What kind of high school did you go to?

Two years in a large public school, and two years in a secular prep (boarding) school.

Indeed. In fact, in Newfoundland there weren’t truly secular public schools until the late 90s. There still may not be…I’m not entirely clear on the current setup (I’d left nearly a decade before it happened…I just know the Catholic schools I attended were closed when the systems were combined).

Edit - obviously, I chose the ‘state day school, religious’…even after moving to Ontario, I stayed in the Catholic system.

Quaker boarding school. Not military, not “troubled kids” (unless you consider bored and rich troubled.)

I escaped St. Joseph’s after my freshman year (which followed eight years at St. Peter’s) and went to our good 'ol local public high school. Brick High was many, many times better.

I was homeschooled from 2nd grade through high school.

Nothing exciting here, 4 years at the same public high school. Go Spartans!

13 years of parochial school (K-12). Sisters of Charity in grade school, Christian Brothers in high school.

I still haven’t completely recovered.:smiley:

Public school. Non-religious by law. Uber-religious in practice. It was in a tiny little rural town where everyone, except for a few families, were Catholic. Oh, there was prayer is school, led by teachers pretty much every day. I had my yearbook goal of, “I seek the Holy Grail” expunged because it was blasphemous. In middle school there were catechism classes … in public school.

This was back in the 70’s / 80’s. I don’t know if it’s still that way up there.

For Freshman year and 2 months into Sophomore year I went to a private religious boarding school (Christian Science for anyone interested). Then I transferred to a local non-religious state school for the rest of high school.

Started out at a secular public school, realized it had really gone downhill since my older brother went there, so I transferred to the Catholic public school. It was public school but with religious imagery in the hallways, assemblies held in the cathedral and a mandatory religion (not just Catholic, but all religions) class. Funnily enough, since I transferred in for Grade 11, I learned more about other religions than I did about Catholicism, since I didn’t take the earlier classes with the foundations.

Small public high school in a rural county in a generally very rural state.

Okay, the word “governess” makes me feel silly for some reason.

Me three. Also for college.

State-funded Anglican school, all boys.

Inner-city K-12 public school.

Catholic School girl, grades 1-12.

Public school 9-12. It was divided into regular and magnet, though, and the magnet was application only and had a difficult admissions test. So I was basically in a little 100-person free private school in the middle of a big public school.

Catholic (Norbertine, not Jesuit), boys-only school.

The first public school I ever attended was the University of Wisconsin-Madison. :slight_smile:

Private co-ed Catholic school. I tried to minimize the amount of involvement I had with the religious side of things (I’d sit through the prayers and all that but wouldn’t be one of the kids up there at easter re-enacting the crucifixion) and severely disliked the stupid amount of time they spent on caring about uniform, but overall it was a pretty good school.

ETA: Forgot to say it was a day school. That term sounded odd to me on first glance - my brain immediately concluded that the opposite would be “night school”.

In the US attended a standard state school. Moved to Germany and went to an International school, and then to New Zealand where I finished secondary school in a private girls-only school which had both day and boarding facilities (I didn’t board).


[What the exercise asks]
Only the lines with the string "Canada" are needed; return each of them from the entries below.

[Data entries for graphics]
◆ ◆ ◆ ◆ ◆
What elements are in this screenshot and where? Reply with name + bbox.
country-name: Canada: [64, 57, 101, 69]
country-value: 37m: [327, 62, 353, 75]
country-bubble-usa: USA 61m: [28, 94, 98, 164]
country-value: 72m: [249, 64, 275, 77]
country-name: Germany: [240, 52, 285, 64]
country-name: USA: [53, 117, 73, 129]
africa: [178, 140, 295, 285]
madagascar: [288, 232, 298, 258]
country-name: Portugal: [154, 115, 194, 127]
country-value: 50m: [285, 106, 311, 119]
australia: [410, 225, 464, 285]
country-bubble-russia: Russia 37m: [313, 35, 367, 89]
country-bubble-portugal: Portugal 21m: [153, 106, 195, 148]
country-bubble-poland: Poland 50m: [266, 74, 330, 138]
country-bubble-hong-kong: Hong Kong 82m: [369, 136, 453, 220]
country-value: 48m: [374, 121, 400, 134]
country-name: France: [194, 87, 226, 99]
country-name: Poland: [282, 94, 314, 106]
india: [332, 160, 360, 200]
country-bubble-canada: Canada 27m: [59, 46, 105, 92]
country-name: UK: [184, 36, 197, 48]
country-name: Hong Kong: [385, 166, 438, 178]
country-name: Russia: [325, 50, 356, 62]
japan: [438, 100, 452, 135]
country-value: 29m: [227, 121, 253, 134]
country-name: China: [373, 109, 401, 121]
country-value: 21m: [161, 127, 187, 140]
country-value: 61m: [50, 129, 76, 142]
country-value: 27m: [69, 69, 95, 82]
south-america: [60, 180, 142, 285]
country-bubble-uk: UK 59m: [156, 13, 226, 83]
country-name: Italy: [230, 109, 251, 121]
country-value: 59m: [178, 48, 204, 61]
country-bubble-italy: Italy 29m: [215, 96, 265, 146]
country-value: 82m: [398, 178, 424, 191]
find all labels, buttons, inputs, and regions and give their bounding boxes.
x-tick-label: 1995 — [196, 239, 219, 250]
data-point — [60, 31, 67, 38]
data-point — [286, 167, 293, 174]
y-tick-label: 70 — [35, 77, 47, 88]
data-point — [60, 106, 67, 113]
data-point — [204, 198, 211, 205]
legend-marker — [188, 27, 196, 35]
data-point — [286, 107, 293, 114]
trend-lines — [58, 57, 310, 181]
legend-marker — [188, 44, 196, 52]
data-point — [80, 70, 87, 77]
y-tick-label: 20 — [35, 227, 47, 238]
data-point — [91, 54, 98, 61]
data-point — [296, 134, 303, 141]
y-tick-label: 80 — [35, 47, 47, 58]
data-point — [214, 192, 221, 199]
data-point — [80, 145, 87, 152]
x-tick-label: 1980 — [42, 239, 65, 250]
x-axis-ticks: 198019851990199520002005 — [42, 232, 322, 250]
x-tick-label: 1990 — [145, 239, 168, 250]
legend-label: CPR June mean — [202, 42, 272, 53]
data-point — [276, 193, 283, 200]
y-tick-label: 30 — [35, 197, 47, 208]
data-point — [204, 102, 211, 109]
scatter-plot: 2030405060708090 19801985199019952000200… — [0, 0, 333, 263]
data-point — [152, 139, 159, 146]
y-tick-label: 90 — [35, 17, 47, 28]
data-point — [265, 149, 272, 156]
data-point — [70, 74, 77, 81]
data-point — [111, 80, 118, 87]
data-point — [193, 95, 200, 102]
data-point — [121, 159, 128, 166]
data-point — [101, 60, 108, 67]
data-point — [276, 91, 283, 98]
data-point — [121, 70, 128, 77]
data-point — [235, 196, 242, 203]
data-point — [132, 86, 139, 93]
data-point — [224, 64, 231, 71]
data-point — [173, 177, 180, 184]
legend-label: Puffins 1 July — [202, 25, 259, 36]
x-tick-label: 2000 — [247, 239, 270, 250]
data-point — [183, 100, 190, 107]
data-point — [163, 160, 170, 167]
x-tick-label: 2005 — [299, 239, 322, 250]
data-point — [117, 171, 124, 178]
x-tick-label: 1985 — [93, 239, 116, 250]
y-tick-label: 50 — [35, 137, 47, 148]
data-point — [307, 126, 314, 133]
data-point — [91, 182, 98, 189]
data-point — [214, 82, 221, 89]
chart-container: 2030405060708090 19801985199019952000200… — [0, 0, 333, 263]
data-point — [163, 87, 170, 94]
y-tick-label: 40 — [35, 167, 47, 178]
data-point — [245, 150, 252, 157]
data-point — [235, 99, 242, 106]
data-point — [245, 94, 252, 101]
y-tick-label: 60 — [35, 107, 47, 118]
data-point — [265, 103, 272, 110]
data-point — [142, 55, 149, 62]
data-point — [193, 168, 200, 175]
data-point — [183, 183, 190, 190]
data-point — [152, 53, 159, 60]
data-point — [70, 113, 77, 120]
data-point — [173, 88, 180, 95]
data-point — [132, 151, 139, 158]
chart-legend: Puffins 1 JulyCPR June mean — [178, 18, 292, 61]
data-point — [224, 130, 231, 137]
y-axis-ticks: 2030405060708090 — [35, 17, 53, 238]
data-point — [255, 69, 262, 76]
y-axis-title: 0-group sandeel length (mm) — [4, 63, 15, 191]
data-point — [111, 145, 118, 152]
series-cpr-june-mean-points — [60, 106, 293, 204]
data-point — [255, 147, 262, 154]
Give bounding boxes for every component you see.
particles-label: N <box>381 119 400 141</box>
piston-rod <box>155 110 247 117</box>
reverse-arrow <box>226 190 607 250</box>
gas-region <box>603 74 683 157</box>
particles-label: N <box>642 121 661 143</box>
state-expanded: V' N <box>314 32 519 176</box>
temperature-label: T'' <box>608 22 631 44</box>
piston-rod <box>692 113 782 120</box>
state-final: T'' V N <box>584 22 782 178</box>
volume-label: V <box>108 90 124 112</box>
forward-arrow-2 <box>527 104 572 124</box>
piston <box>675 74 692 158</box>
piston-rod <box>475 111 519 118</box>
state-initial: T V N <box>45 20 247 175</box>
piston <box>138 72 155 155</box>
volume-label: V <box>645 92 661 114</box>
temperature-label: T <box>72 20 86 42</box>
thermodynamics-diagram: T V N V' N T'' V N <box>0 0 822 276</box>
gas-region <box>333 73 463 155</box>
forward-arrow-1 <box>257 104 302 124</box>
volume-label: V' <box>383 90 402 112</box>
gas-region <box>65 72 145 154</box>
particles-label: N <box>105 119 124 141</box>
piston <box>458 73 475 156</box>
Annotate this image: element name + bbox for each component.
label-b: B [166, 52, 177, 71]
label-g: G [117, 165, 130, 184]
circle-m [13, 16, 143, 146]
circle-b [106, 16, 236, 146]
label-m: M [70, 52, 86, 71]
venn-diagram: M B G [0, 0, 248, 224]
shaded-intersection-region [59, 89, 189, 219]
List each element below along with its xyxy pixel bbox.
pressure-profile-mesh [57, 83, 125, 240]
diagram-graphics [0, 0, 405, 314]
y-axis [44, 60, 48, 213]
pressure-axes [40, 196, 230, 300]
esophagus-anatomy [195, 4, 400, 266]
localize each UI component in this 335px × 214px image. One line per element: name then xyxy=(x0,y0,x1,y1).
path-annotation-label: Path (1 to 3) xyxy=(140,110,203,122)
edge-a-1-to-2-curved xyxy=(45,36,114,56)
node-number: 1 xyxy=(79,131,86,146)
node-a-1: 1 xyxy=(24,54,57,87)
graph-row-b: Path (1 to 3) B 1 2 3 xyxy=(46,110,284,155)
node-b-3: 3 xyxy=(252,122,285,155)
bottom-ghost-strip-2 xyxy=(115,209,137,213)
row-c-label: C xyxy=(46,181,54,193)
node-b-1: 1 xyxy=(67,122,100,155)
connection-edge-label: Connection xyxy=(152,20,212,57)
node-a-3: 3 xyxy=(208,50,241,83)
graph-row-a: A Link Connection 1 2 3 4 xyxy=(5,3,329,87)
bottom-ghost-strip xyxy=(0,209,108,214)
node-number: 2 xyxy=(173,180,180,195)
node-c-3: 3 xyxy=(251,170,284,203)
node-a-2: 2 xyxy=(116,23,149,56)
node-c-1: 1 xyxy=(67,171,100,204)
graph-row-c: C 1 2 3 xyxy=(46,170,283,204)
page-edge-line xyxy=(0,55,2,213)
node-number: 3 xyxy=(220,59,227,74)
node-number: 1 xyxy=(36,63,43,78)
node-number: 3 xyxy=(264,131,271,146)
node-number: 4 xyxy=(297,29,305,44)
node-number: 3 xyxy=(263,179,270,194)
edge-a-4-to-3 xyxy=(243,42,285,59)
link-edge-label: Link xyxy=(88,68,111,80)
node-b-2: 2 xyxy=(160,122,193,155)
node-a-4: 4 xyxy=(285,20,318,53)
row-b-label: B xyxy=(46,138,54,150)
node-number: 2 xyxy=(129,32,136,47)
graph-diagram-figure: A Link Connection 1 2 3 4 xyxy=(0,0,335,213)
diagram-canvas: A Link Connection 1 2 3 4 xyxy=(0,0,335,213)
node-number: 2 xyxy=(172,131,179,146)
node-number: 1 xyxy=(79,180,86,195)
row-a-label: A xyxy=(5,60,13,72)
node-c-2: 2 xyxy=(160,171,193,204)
◆ ◆ ◆ ◆ ◆
[Answer for this exercise]
country-name: Canada: [64, 57, 101, 69]
country-bubble-canada: Canada 27m: [59, 46, 105, 92]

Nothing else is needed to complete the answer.